Almost How It Was
There is a place called Cat Island National Wildlife Refuge just north of Baton Rouge, near St. Francisville. Treewise, it is known for having the most massive baldcypress still living, the so-called champion cypress, and it was the reason for my friend Brad and I to go there a few days ago. Cat Island is not on the way to anyplace. You don’t arrive there by accident. It has to be a destination all its own. Angola State Prison is the nearest location where there is an accumulation of human beings. So we went and drove the long gravel, bumpy roads to the place where the champion tree lives. You park near a gate that marks the trail leading ½ mile back into the forest. You begin the walk in an oak, hackberry, hickory forest and it is a pretty thing to see – big mature trees. About half way you begin to notice that the species are changing and evidence of flooding is visible from the cracks in the soil and the patches of drying duckweed that floated into the forest in this year’s high water. The duckweed looks out of place there on the bare, dry forest floor. As you look around you notice that the hardwoods have given way to the water trees. Cypress and tupelo gum now shades the path. You can’t help feel an excitement for what you anticipate lies at the end of the trail. And at the end of the walk you do find the tree for which the path was built, but there is a little bit of disappointment too. The base of the tree is huge, but not beautiful. It is a very large mass of living tree tissue, but not one that gives you the feeling of being in the presence of a tree that rises out of the earth to spread branches that soar. Perhaps it deserves the title of “champion” for its size alone, and we have to grant that it is in fact big, but for the rest of the things that a tree does for the human soul, it is lacking. I will not show a picture of it here.
But, looking to the right of the big tree you see among the trunks of cypress and tupelo something that is oversized compared to the surrounding forest. It draws you to it, and suddenly you know that something of great age and dignity is in front of you. It is a huge trunk that rises thirty feet before splitting into two massive trunks that rise upward for 100 feet. The base of the trunk alone is at least ten feet in diameter. “Wow!” comes to mind but doesn’t even touch the expression you need at that moment. Remembering those wolf trees in the Basin, I am again in the presence of a cypress tree that was growing here before Europeans stepped foot in North America, probably well before. Is it a replica of all that it could be? No. It too was bypassed by the loggers because it did not meet the needs of the lumber industry. It has that double trunk. For some reason that feature was enough to spare it while its more uniform kin were all cut down.
Admiring the tree, you see another one 50 steps away and you go there to find the same great trunk, this time dividing many feet above the ground. The forest floor is clear and easy to walk due to the annual flooding of eight feet or more. And another big tree is there a little farther into the forest. And another, and on until you realize there must have been a whole grove of these ancient trees that had split trunks or hollow bases, existing today because they were not perfect. There is a difference between the experience of seeing one wolf tree in the Basin, and seeing ten or more within easy walking distance of each other. The latter gives you the feeling of actually being in a forest of the old trees. It is a grand thing to be able to do. If that “champion” tree is publicized for no other reason than to quietly call attention to the magnificent neighbors that it has, it is worth all the publicity it gets.
One of the difficult things in photography is to take pictures of very large trees and have the pictures convey the real size in proportion to the surroundings. If you back away far enough to show the whole tree it reduces the whole thing in size so that you lose the emphasis of comparison. For that reason, the pics used here emphasize the base of the trees more than the upper trunks and limbs.
Another point to be made is that the surrounding forest is a mature forest in its own right. It may contain the truly ancient members, but the other trees are very large too. Many cypresses have trunks four feet in diameter at breast height. Many tupelos are at least three feet as well. Those are very large second growth trees, and seeing others that size is possible, but not easily done in Louisiana.
As though to point out the cycle of growth that builds a forest, we found seedlings beneath the big trees. Tiny trees six inches high, carrying the same capacity for a thousand years of growth within them. Will they get the chance to live out a millennial lifetime, no, probably not. Tree people say that in order for a cypress tree to survive it must be big enough to extend above the annual flooding. These trees cannot grow enough in one year to do that. Should the annual flooding skip a year or two, maybe, but not likely.
So, transpose the Cat Island grove of ancient cypresses to the Atchafalaya Basin, and spread it out to cover hundreds of square miles, and a small insight can be imagined into what it must have been like before the forests were cut. You would think that you could see pictures of the old trees and then successfully imagine this, but I don’t think so. For some reason you have to be there, in their presence. The imagining has to start there, not in the mind only, but in the mind and with the trees, touching them and turning around and around and seeing them all around you. Then you might take that feeling and combine it with the wolf trees and let them carry you to a place that is no more. It is as close as you can get to almost how it was.
The river is at 4.3 feet on the Butte La Rose gauge. The Ohio and Mississippi are taking their fall siesta. Wake up time is probably at least a couple months away.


> **Task statement**:
Although the entries contain pictures, repeat only their words, exactly as written.

(Entries taken from a collection)
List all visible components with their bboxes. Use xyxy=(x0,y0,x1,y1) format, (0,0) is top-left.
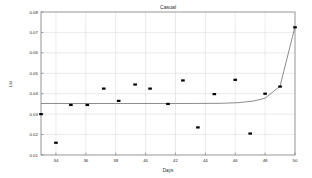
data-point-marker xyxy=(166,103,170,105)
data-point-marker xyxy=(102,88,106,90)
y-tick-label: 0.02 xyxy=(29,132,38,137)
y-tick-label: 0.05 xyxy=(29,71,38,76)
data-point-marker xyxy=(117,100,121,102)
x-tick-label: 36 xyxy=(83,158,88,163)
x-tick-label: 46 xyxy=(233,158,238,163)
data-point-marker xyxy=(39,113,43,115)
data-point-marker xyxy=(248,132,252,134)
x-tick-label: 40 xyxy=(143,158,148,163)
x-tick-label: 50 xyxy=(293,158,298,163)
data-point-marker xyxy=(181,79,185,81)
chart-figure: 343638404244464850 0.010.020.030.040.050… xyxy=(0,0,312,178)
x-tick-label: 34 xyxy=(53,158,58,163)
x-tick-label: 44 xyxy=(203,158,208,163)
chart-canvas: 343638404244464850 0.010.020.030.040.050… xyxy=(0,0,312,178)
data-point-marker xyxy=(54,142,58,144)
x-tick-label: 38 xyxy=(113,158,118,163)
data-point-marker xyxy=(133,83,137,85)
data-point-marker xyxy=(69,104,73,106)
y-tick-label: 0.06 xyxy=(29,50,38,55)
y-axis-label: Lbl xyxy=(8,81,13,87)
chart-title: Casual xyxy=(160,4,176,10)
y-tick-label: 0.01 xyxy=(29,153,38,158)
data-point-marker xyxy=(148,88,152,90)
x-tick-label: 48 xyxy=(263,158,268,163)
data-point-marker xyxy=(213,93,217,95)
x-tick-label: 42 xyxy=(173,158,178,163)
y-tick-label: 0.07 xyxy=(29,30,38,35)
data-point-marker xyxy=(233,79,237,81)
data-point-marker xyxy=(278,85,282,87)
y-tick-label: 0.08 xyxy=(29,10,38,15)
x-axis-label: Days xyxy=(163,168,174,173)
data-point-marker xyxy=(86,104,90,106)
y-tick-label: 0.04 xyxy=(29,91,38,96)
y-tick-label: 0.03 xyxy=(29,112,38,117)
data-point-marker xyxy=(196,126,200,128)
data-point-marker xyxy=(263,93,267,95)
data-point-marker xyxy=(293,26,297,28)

> **Task response**:
List all visible components with their bboxes. Use xyxy=(x0,y0,x1,y1) format, (0,0) is top-left.
data-point-marker xyxy=(166,103,170,105)
data-point-marker xyxy=(102,88,106,90)
y-tick-label: 0.02 xyxy=(29,132,38,137)
y-tick-label: 0.05 xyxy=(29,71,38,76)
data-point-marker xyxy=(117,100,121,102)
x-tick-label: 36 xyxy=(83,158,88,163)
x-tick-label: 46 xyxy=(233,158,238,163)
data-point-marker xyxy=(39,113,43,115)
data-point-marker xyxy=(248,132,252,134)
x-tick-label: 40 xyxy=(143,158,148,163)
x-tick-label: 50 xyxy=(293,158,298,163)
data-point-marker xyxy=(181,79,185,81)
chart-figure: 343638404244464850 0.010.020.030.040.050… xyxy=(0,0,312,178)
x-tick-label: 34 xyxy=(53,158,58,163)
x-tick-label: 44 xyxy=(203,158,208,163)
chart-canvas: 343638404244464850 0.010.020.030.040.050… xyxy=(0,0,312,178)
data-point-marker xyxy=(54,142,58,144)
x-tick-label: 38 xyxy=(113,158,118,163)
data-point-marker xyxy=(133,83,137,85)
data-point-marker xyxy=(69,104,73,106)
y-tick-label: 0.06 xyxy=(29,50,38,55)
y-axis-label: Lbl xyxy=(8,81,13,87)
chart-title: Casual xyxy=(160,4,176,10)
y-tick-label: 0.01 xyxy=(29,153,38,158)
data-point-marker xyxy=(148,88,152,90)
x-tick-label: 48 xyxy=(263,158,268,163)
data-point-marker xyxy=(213,93,217,95)
x-tick-label: 42 xyxy=(173,158,178,163)
y-tick-label: 0.07 xyxy=(29,30,38,35)
data-point-marker xyxy=(233,79,237,81)
data-point-marker xyxy=(278,85,282,87)
y-tick-label: 0.08 xyxy=(29,10,38,15)
x-axis-label: Days xyxy=(163,168,174,173)
data-point-marker xyxy=(86,104,90,106)
y-tick-label: 0.04 xyxy=(29,91,38,96)
y-tick-label: 0.03 xyxy=(29,112,38,117)
data-point-marker xyxy=(196,126,200,128)
data-point-marker xyxy=(263,93,267,95)
data-point-marker xyxy=(293,26,297,28)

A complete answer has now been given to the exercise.